News
de.NBI certification successful
- Published on Monday, 13 December 2021
Some research areas in the scope of the BioDATEN Science Data Center might require the handling of sensitive data, such as data with human origin. Thus, "management systems for technical data security" became necessary for the infrastructure providers of computational and storage resources. Due to the developments in the project "de.NBI Cloud" and in collaboration with bioinformaticians, the computing centers of the Universities Freiburg and Tübingen strived for the certification of the compute/storage infrastructures and the corresponding basic IT infrastructures. The complex and tedious certification process requires the commitment of various stakeholders. Fortunately, the de.NBI project allowed for a two-year grant to pursue an ISO 27001 certification. An ISO certificate gives further weight by the advocacy of various stakeholders in the university.
The process itself consisted of various steps of preparational activities, the creation of policy documents, the documentation of the infrastructure and a two staged certification session involving all relevant departments of the computer centers. The final certificate will be awarded in January 2022. The certification process is a long-term process which has to be repeated in regular intervals. A certified infrastructure will help researchers in further domains beside BioDATEN to obtain funding which increasingly require such certifications especially in areas where sensitive data - patents, patient data, data with personal reference are dealt with.
(DvS, HG)
Discussion on research software started in BioDATEN and a SDC working group
- Published on Thursday, 25 November 2021
Data generated in research projects must be preserved and replicable over defined periods of time which are, e.g., stated in institutional policies or funding conditions. But data itself is rendered meaningless without appropriate contexts and environment such as workflows, tools and software. These dependencies must be considered when discussing adherence to the FAIR principles. This becomes increasingly relevant as stated in the DFG's "Guidelines for Safeguarding Good Research Practice”.
Researchers want and need to work with instruments and software tools that correspond to or go beyond the state of the art. This means that they are working with tools that may disappear due to later market interventions (product or company policy, built-in obsolescence, expiry of hardware and software support) although they are still usable and in use. A later re-use becomes challenging if these tools need an environment that ages quickly and is no longer supported by the vendors. For example, in various laboratories there are still some Windows XP machines running that control measuring devices that are still useable, although the Windows XP support ended in 2014. This implies increasing risks in daily operation or increases the tendency to rely on tools whose sustainability is simply assumed by the market dominance of a company.
There are several points that should be discussed in the extended context of the Science Data Centers:
- Should the access to certain types of data be part of the procurement process for software and measuring devices and thus be ensured?
- How to deal with the "black box" phenomenon of (measuring) instruments (microscopes, NMR, ...) and software as it is unclear what exactly is happening internally and why, how output is generated from input. Changes to many proprietary software modules are often not transparent, which endangers the reproducibility of results.
- Additionally, there might evolve "ethical-philosophical problems" - should the reproducibility of a result allowed to depend on an expensive license?
- Is there a right to reproducibility by third parties (in the sense that no (expensive) license is necessary (as nothing new is achieved)?
- How can this be legally organized (considering the freedom of research and teaching in many countries)?
A solution to some issues raised above might be the use of an appropriate Escrow service: That is the deposition of software at a certain place (e.g.: national library) with usage restrictions that allow only the reproduction of existing results and exclude conduction new research.
Access to and control over research software becomes a building block of the digital sovereignty of a university or a field of science in general. But there is a long-term problem as it is unrealistic to keep software for 10 years or longer directly available or to anticipate the product policy of the manufacturer.
When looking at the increasing role of cloud use for applications and storage of data, the associated challenges should be considered.
In the end, recommendations should go much more in the direction of openness for research software. Here, researchers or funding agencies could make a similar demand as for the software procurement process - software must be generally disclosed for research data management reasons after, say, 10 years, in order to be allowed to be used at all.
In general, cooperation could help to steer the process into the desired direction: Joint influence on manufacturers may be more likely to bring about a change in product policies. Creation of corresponding "best practices" (e.g. as part of the requirements by funders) could also increase the pressure on companies to disclose software. These ideas and measures could result in some kind of certification of software and devices for fitness to be used in scientific workflows also in terms of compliance with the FAIR criteria.
(DvS, HG)
BioDATEN present at the 7th bwHPC Symposium
- Published on Monday, 08 November 2021
BioDATEN and all other SDCs in Baden-Württemberg (SDC4Lit, BERD, MoMaF) present their integration into the bwHPC project on the 7th bwHPC Symposium. For BioDATEN, the main focus is the connection to the cloud infrastructure BinAC. The basic idea is that researchers work on the BinAC and get a notification as soon as their computing jobs are completed. A set of (technical) metadata is automatically created and researchers can annotate these metadata by adding scientific metadata and descriptive metadata. In this approach, BioDATEN makes use of a direct connection to bwHPC / BinAC and thus is able to start with metadata annotation as soon as possible.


Exercise aim
Copy out every line from the records that includes "bounding".
<<<<
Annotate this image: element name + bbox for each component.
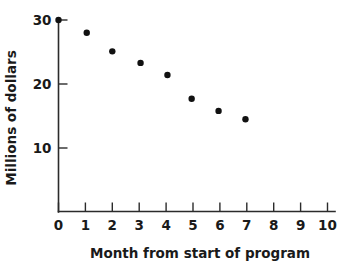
x-axis-tick-label: 5: [188, 217, 197, 233]
data-point: [164, 72, 170, 78]
scatter-chart: 102030 012345678910 Month from start of …: [0, 0, 347, 268]
data-point-group: [55, 17, 248, 123]
y-axis-title: Millions of dollars: [3, 50, 19, 185]
x-axis-tick-label: 6: [215, 217, 224, 233]
x-axis-tick-label: 0: [54, 217, 63, 233]
data-point: [188, 96, 194, 102]
data-point: [215, 108, 221, 114]
y-axis-tick-label: 30: [33, 12, 52, 28]
data-point: [242, 116, 248, 122]
data-point: [84, 30, 90, 36]
x-axis-tick-label: 4: [161, 217, 170, 233]
y-axis-tick-labels: 102030: [33, 12, 52, 156]
x-axis-tick-label: 8: [269, 217, 278, 233]
y-axis-tick-label: 20: [33, 76, 52, 92]
x-axis-tick-label: 2: [108, 217, 117, 233]
data-point: [55, 17, 61, 23]
x-axis-tick-label: 7: [242, 217, 251, 233]
x-axis-tick-label: 1: [81, 217, 90, 233]
x-axis-tick-label: 10: [318, 217, 337, 233]
x-axis-tick-labels: 012345678910: [54, 217, 337, 233]
chart-canvas: 102030 012345678910 Month from start of …: [0, 0, 347, 268]
y-axis-ticks: [59, 20, 68, 148]
data-point: [109, 48, 115, 54]
x-axis-ticks: [59, 203, 328, 212]
data-point: [137, 60, 143, 66]
x-axis-tick-label: 3: [134, 217, 143, 233]
y-axis-tick-label: 10: [33, 140, 52, 156]
x-axis-tick-label: 9: [296, 217, 305, 233]
x-axis-title: Month from start of program: [90, 245, 310, 261]
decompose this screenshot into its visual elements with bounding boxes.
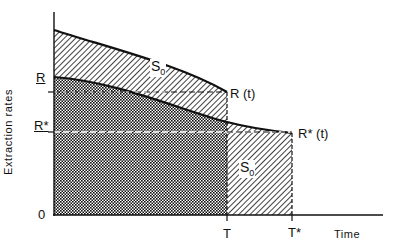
R-star-t-curve-label: R* (t) xyxy=(298,127,328,140)
R-tick-label: R xyxy=(36,71,45,84)
right-S0-main: S xyxy=(240,159,249,175)
upper-S0-main: S xyxy=(151,58,160,74)
T-tick-label: T xyxy=(223,227,231,240)
x-axis-label: Time xyxy=(334,229,360,240)
R-t-curve-label: R (t) xyxy=(230,87,255,100)
T-star-tick-label: T* xyxy=(288,226,301,239)
right-S0-label: S0 xyxy=(239,160,255,178)
right-hatched-region xyxy=(227,122,292,215)
R-star-tick-label: R* xyxy=(34,119,48,132)
upper-S0-label: S0 xyxy=(150,59,166,77)
right-S0-sub: 0 xyxy=(249,168,254,178)
upper-S0-sub: 0 xyxy=(160,67,165,77)
extraction-rate-diagram xyxy=(0,0,398,252)
y-axis-label: Extraction rates xyxy=(2,89,14,175)
zero-tick-label: 0 xyxy=(38,208,45,221)
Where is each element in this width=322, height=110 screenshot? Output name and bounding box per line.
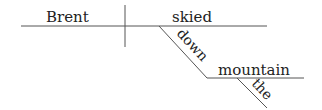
sentence-diagram: Brent skied down mountain the xyxy=(0,0,322,110)
preposition-word: down xyxy=(174,25,212,64)
object-word: mountain xyxy=(218,61,290,79)
verb-word: skied xyxy=(172,8,212,26)
subject-word: Brent xyxy=(46,8,89,26)
article-word: the xyxy=(249,75,276,103)
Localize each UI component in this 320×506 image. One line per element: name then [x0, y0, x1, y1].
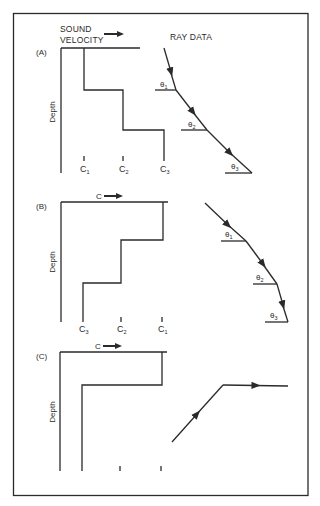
>>>>
Reply
decompose this screenshot into its visual elements with bounding boxes.
Where is each element in this width=322, height=110 screenshot? Output name and bounding box per line.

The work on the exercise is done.